Currently, behaviors, models, and support systems associated with multiple criteria group decision-making and negotiations remain a prominent research topic for a wide range of applications [38, 39]. For example, Frej et al. [40] proposed a decision support tool based on the FITradeoff method to expertise agreement achievement for multiple criteria group decision-making with situations of partial/incomplete/imprecise information. Their study has also indicated the usefulness of graphical visualization techniques in collective decision-making processes. With these advanced studies, negotiators enable to apply new methods and tools to reduce the level of uncertainties in evaluating, ranking, and selecting alternative offers and counteroffers in obtaining group consensus at different stages within a negotiation process.

In the postnegotiation phase, both parties implement and administer the negotiated agreement in an attempt to achieve the aspired outcomes and to satisfy the determined performance objectives and criteria [11]. However, suboptimal negotiated agreements frequently occur, and the parties involved typically hold meetings to discuss related issues such as performance gaps, possible changes, and improvement requirements [17, 19]. Generally, these meetings can foster closer relationships between the parties and increase mutual trust through information sharing [13]. Additionally, implementing such agreements often takes a long time. In the cloud-computing era, new technologies and management mechanisms emerge on an almost daily basis [41]. Accordingly, in contrast to traditional negotiations that follow a suboptimal agreement, the modern postnegotiation phase provides opportunities to create additional value.

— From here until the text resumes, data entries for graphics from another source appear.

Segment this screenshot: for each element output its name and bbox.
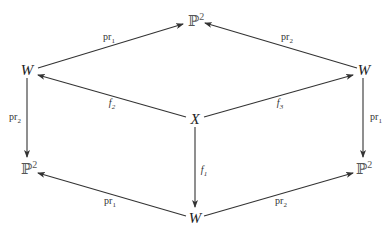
label-right-to-top: pr2 bbox=[281, 31, 293, 45]
node-bottom-right-p2: ℙ2 bbox=[356, 159, 372, 178]
label-center-to-left: f2 bbox=[109, 97, 115, 111]
label-left-to-bottom-left: pr2 bbox=[9, 111, 21, 125]
node-top-p2: ℙ2 bbox=[188, 11, 204, 30]
label-right-to-bottom-right: pr1 bbox=[370, 111, 382, 125]
label-left-to-top: pr1 bbox=[103, 31, 115, 45]
node-center-x: X bbox=[190, 111, 199, 128]
node-bottom-left-p2: ℙ2 bbox=[21, 159, 37, 178]
label-bottom-to-bottom-right: pr2 bbox=[275, 195, 287, 209]
label-center-to-bottom: f1 bbox=[201, 164, 207, 178]
arrow-right-to-top bbox=[205, 23, 357, 68]
label-center-to-right: f3 bbox=[277, 97, 283, 111]
node-bottom-w: W bbox=[189, 210, 202, 227]
node-left-w: W bbox=[21, 62, 34, 79]
label-bottom-to-bottom-left: pr1 bbox=[104, 195, 116, 209]
node-right-w: W bbox=[358, 62, 371, 79]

Research has indicated that adding value to a negotiated agreement requires additional effort to evaluate problems and to generate a comprehensive list of potential options from which workable solutions can be selected [13]. Additionally, the negotiating parties must constantly assess the implementation of the agreement and maintain proactive communications to determine possible improvements [16]. As such, the next section proposes a novel procedure to analyze and improve on suboptimal outcomes in the postnegotiation phase within the PN setting.

3. A Novel Procedure to Pursue Aspired PN Outcomes

This section first briefly introduces the essential concepts and computational equations related to the DEMATEL method, DANP, and the modified VIKOR method. Next, it explains the proposed procedure.

3.1. The DEMATEL Method

The DEMATEL method was developed by the Battelle Geneva Institute in 1972 for assessing and solving complex groups of problems. This method uses Boolean operations and Markov processes [34] to measure cause and effect relationships in each dimension or criterion within a system (or subsystem). Quantitative measurements are then mapped onto an INRM-representing problem structure with a visual rout exhibiting the degree and direction in which each dimension or criterion influences the overall system performance. This method has been widely applied to help managers easily obtain valuable information for practical improvements in fields such as security systems and aerospace services [26, 33]. The computational steps for the DEMATEL method are described as follows.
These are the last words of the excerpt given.